Perfecting the freeze-dried avocado has been a team effort, involving support from scientists, Massey University, Callaghan Innovation, NZ Food Innovation Auckland (the Food Bowl) and New Zealand Trade and Enterprise (NZTE) to look at the global market.
The company already exports avocados to countries including Taiwan, Thailand, Japan, South Korea and India and it will work with NZTE to sell the dehydrated powder globally as well. Australia will be the first export target, followed by the US, parts of Asia and Europe.
Perfect for growing avocados
From Vivian's point of view there's no better way to make a living and no better place in which to do it. The orchard is half an hour north of Ahipara with Ninety Mile Beach and the Tasman Sea a couple of kilometres to the west, and the Pacific Ocean three km to the east.

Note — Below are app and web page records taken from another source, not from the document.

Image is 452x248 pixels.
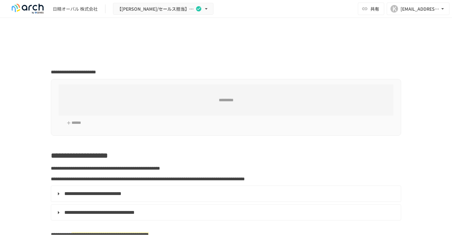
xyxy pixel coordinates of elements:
button: 共有 [358,3,384,15]
span: 共有 [371,5,379,12]
span: 【[PERSON_NAME]/セールス担当】日精オーバル 株式会社様_初期設定サポートLite [117,5,194,13]
img: logo-default@2x-9cf2c760.svg [8,4,48,14]
div: 日精オーバル 株式会社 [53,6,98,12]
button: K[EMAIL_ADDRESS][DOMAIN_NAME] [387,3,450,15]
div: K [391,5,398,13]
button: 【[PERSON_NAME]/セールス担当】日精オーバル 株式会社様_初期設定サポートLite [113,3,214,15]
div: [EMAIL_ADDRESS][DOMAIN_NAME] [401,5,440,13]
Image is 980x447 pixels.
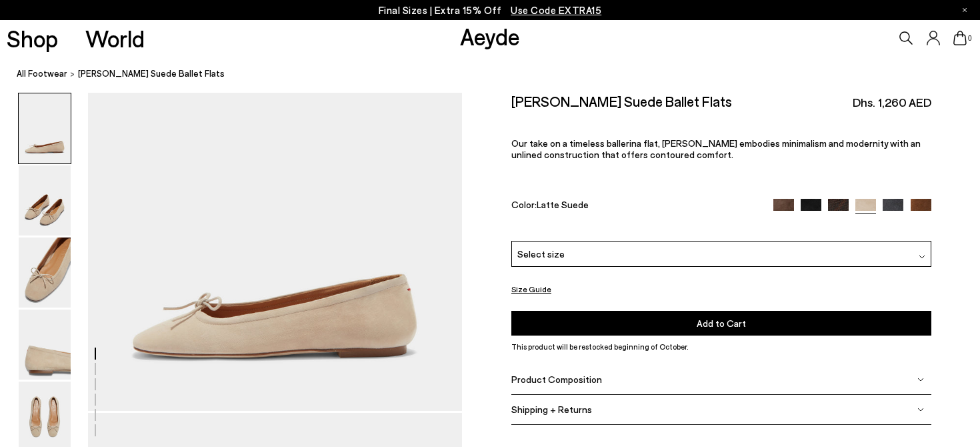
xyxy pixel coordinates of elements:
[853,94,931,111] span: Dhs. 1,260 AED
[512,311,931,336] button: Add to Cart
[18,238,71,308] img: Delfina Suede Ballet Flats - Image 3
[517,248,565,262] span: Select size
[18,93,71,163] img: Delfina Suede Ballet Flats - Image 1
[512,281,551,298] button: Size Guide
[6,27,58,50] a: Shop
[537,199,589,210] span: Latte Suede
[967,35,974,42] span: 0
[512,341,931,353] p: This product will be restocked beginning of October.
[379,2,602,18] p: Final Sizes | Extra 15% Off
[17,56,980,93] nav: breadcrumb
[511,4,601,16] span: Navigate to /collections/ss25-final-sizes
[697,318,746,329] span: Add to Cart
[17,66,67,81] a: All Footwear
[460,22,520,50] a: Aeyde
[917,407,924,413] img: svg%3E
[512,373,602,385] span: Product Composition
[919,254,926,260] img: svg%3E
[78,66,225,81] span: [PERSON_NAME] Suede Ballet Flats
[18,166,71,236] img: Delfina Suede Ballet Flats - Image 2
[512,93,732,110] h2: [PERSON_NAME] Suede Ballet Flats
[953,30,967,45] a: 0
[512,138,921,161] span: Our take on a timeless ballerina flat, [PERSON_NAME] embodies minimalism and modernity with an un...
[917,376,924,383] img: svg%3E
[85,27,145,50] a: World
[512,404,592,415] span: Shipping + Returns
[512,199,760,214] div: Color:
[18,310,71,380] img: Delfina Suede Ballet Flats - Image 4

The soil is free-draining, the climate is warm – which means the avocados ripen earlier for export markets – and Valic has access to a major self-replenishing water aquifer to quench a thirsty fruit.
The King Avocado orchard was established by Sky Television co-founder and former test match cricketer Terry Jarvis who recently sold his mānuka honey company, King Honey, for $36 million to NZX health supplement and skincare company Me Today.

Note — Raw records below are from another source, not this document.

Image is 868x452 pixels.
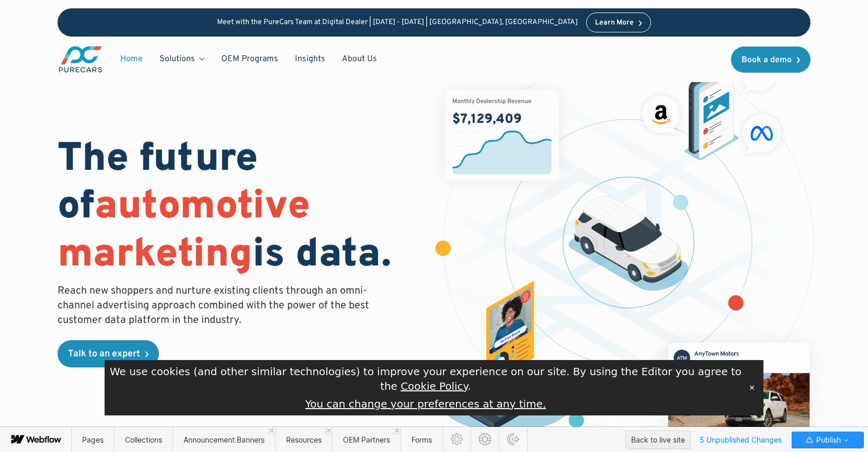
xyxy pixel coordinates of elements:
[412,435,432,444] span: Forms
[568,196,688,291] img: illustration of a vehicle
[744,380,759,395] button: Close
[58,136,421,279] h1: The future of is data.
[343,435,390,444] span: OEM Partners
[151,49,212,69] div: Solutions
[637,50,787,160] img: ads on social media and advertising partners
[814,432,840,448] span: Publish
[212,49,286,69] a: OEM Programs
[58,182,310,280] span: automotive marketing
[625,430,691,449] button: Back to live site
[631,432,685,448] div: Back to live site
[742,56,791,64] div: Book a demo
[586,12,651,32] a: Learn More
[217,19,578,28] p: Meet with the PureCars Team at Digital Dealer | [DATE] - [DATE] | [GEOGRAPHIC_DATA], [GEOGRAPHIC_...
[306,397,546,411] button: You can change your preferences at any time.
[58,45,104,74] img: purecars logo
[109,365,742,392] span: We use cookies (and other similar technologies) to improve your experience on our site. By using ...
[393,427,400,434] a: Close 'OEM Partners' tab
[595,19,634,27] div: Learn More
[286,435,322,444] span: Resources
[325,427,332,434] a: Close 'Resources' tab
[428,281,584,437] img: persona of a buyer
[58,45,104,74] a: main
[333,49,385,69] a: About Us
[58,340,159,367] a: Talk to an expert
[445,90,558,181] img: chart showing monthly dealership revenue of $7m
[82,435,104,444] span: Pages
[183,435,264,444] span: Announcement Banners
[112,49,151,69] a: Home
[400,380,468,392] a: Cookie Policy
[125,435,162,444] span: Collections
[695,432,786,448] span: 5 Unpublished Changes
[58,284,375,327] p: Reach new shoppers and nurture existing clients through an omni-channel advertising approach comb...
[731,46,810,73] a: Book a demo
[791,432,863,448] button: Publish
[160,53,195,65] div: Solutions
[68,349,140,359] div: Talk to an expert
[267,427,275,434] a: Close 'Announcement Banners' tab
[286,49,333,69] a: Insights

Jarvis sold King Avocado for an undisclosed amount in 2015 to Vulpes Agricultural Land Investment Company, owned by UK hedge fund billionaire Stephen Diggle. Based in Singapore, Diggle has increasingly invested in agriculture around the world and received Overseas Investment Office permission to buy the New Zealand orchard.
The company trades in New Zealand as Valic NZ Ltd. Diggle and avocado grower Alistair Nicholson, of Queenstown, are listed as directors.
As avocados rose in popularity and the industry became more lucrative, Netflix documentaries like "Rotten" and "Green Gold" highlighted the dark side of the luscious pear-shaped fruit. Drug cartels muscled in on growers in Mexico and in Chile large consortiums siphoned away water from small neighbouring farmers, forcing them to sell their land cheaply. High on the hit list is the amount of water avocados needed – estimated to be 320 litres to produce one avocado.